Phil Mickelson calls it a “big problem” in golf, an unhappy consequence of Boom Covid.
Overstuffed sheets? The sharp pace of the game? Not exactly.
In one the last post at X, the six-time major champion and sometimes social media provocateur railed against what he sees as a scourge of insatiable bunkers — sandy minefields littered with the footprints and wedges of players who can’t be bothered to fix things.
“It is so disrespectful to everyone playing behind you to not dig the bunkers properly (or repair the course markings),” Mickelson wrote. “Since Covid, this has become a big problem even at the best clubs.”
It is so disrespectful to everyone playing behind you to not dig the bunkers properly (or repair the course markings)
Since Covid this has become a big problem even in the best clubs.— Phil Mickelson (@PhilMickelson) May 28, 2025
Is Lefty right? Brian Green, a longtime member of Association of Golf Course Superintendents of America and director of golf maintenance at Lonnie Poole Golf Course in North Carolina State, says yes.
“It’s gotten worse,” he told GOLF.com.
Part of it, Green says, is a tagging gap—new players who picked up the game during the pandemic and never got the memo about leaving the course the way you found it. But it’s also a Covid hangover. Remember when we didn’t have to touch flagsticks or rockets? “People got used to that kind of no-contact golf,” Green says. “And many of them have kept up the habit.”
Green is not ungrateful for the entire initial game. Full tip sheets are “a good problem to have,” he says. But when you spend roughly 20 percent of your maintenance budget on bunkers, seeing them fall into disrepair. Recently, Green watched a player take two hacks into a bunker and walk away without so much as seeing a rake that was steps away. Green drove up and had a chat with the mocker.
“I don’t usually go up to golfers during a round and say nothing,” he says. “But in a case like that, I just felt I had to.”
So, yes – it’s a problem. But like most annoyances on the course, it’s privileged. And how upset about it do you want to get? In the thread in which Mickelson’s post appeared, some commenters went further in venting their dismay, condemning the issue of bunker ethics as a symptom of wider societal rot.
“This extends beyond the golf course,” one post read. “It’s like people have lost all their soft skills since Covid.”
Or maybe it’s just that they’ve been spending too much time on social media.
Bottom line: If you’re lucky enough to play golf, you probably shouldn’t let a few unstable bunkers put you off. They certainly don’t have to send you into existential despair. Much of it comes down to managing expectations. On a busy public course, you should know that imperfections—and lapses in etiquette—come with the territory. The rough won’t always be perfectly mowed, the greens won’t always be glassy, ​​and the sand may look like it’s been run over by a small herd. So what? This is golf in the real world.
It’s also worth remembering that bunkers are supposed to be dangerous. They are meant to test your skills and patience. The world’s highest-ranked course, Pine Valley, doesn’t even have a rake. Players are asked to calm things down with their feet and move on.
Somewhere along the line, golfers’ expectations grew. Between the hyper-manicured private clubs and the pristine conditions we see on TV, we’ve come to believe that every bunker should be as carefully tended as a sand mandala. But perfect bunkers of lies are a modern luxury, not a birthright. They didn’t always get into the game.
If you really can’t stand it, make a local rule among your friends: If your ball rests on a mark, you can pick it up and put it close — still in the bunker, but off the mark. Then play your shot without complaint. And, of course, dig in when you’re done.
Because the truth is, splitting the course cuts both ways. A messy bunker can say something about someone else’s behavior. How you react to it says something about you.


● **What needs to be done**
From the listing below, return every line with the string "tick" in it.

----- Source data -----

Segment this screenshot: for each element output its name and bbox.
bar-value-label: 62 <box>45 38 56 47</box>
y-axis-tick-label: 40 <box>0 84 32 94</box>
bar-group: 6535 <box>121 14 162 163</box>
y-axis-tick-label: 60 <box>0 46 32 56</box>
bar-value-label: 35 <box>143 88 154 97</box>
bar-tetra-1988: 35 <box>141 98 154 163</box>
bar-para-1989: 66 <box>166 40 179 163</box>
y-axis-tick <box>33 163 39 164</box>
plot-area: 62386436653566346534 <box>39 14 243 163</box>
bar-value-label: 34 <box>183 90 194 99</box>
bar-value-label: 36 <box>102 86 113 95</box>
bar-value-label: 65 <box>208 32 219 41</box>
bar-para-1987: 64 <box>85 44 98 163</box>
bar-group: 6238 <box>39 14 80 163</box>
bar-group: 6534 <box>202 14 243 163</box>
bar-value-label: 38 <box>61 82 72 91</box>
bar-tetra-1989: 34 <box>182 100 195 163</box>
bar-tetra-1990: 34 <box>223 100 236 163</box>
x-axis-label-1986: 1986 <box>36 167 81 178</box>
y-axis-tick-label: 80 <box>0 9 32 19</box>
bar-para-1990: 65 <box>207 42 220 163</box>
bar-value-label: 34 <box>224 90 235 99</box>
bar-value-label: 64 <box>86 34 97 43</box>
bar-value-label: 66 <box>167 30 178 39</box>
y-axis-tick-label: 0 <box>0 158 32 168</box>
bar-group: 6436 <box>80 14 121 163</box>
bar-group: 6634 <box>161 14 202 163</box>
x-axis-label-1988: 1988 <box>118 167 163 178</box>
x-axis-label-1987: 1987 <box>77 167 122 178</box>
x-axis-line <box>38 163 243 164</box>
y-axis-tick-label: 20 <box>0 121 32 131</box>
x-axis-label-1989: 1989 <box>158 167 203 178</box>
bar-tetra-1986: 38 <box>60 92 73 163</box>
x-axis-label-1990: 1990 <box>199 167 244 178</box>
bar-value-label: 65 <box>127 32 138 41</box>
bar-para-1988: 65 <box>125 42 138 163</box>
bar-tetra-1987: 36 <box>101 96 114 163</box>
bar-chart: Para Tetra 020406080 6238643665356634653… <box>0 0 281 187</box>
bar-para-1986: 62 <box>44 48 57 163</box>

-----

● **Expected output**
y-axis-tick-label: 40 <box>0 84 32 94</box>
y-axis-tick-label: 60 <box>0 46 32 56</box>
y-axis-tick <box>33 163 39 164</box>
y-axis-tick-label: 80 <box>0 9 32 19</box>
y-axis-tick-label: 0 <box>0 158 32 168</box>
y-axis-tick-label: 20 <box>0 121 32 131</box>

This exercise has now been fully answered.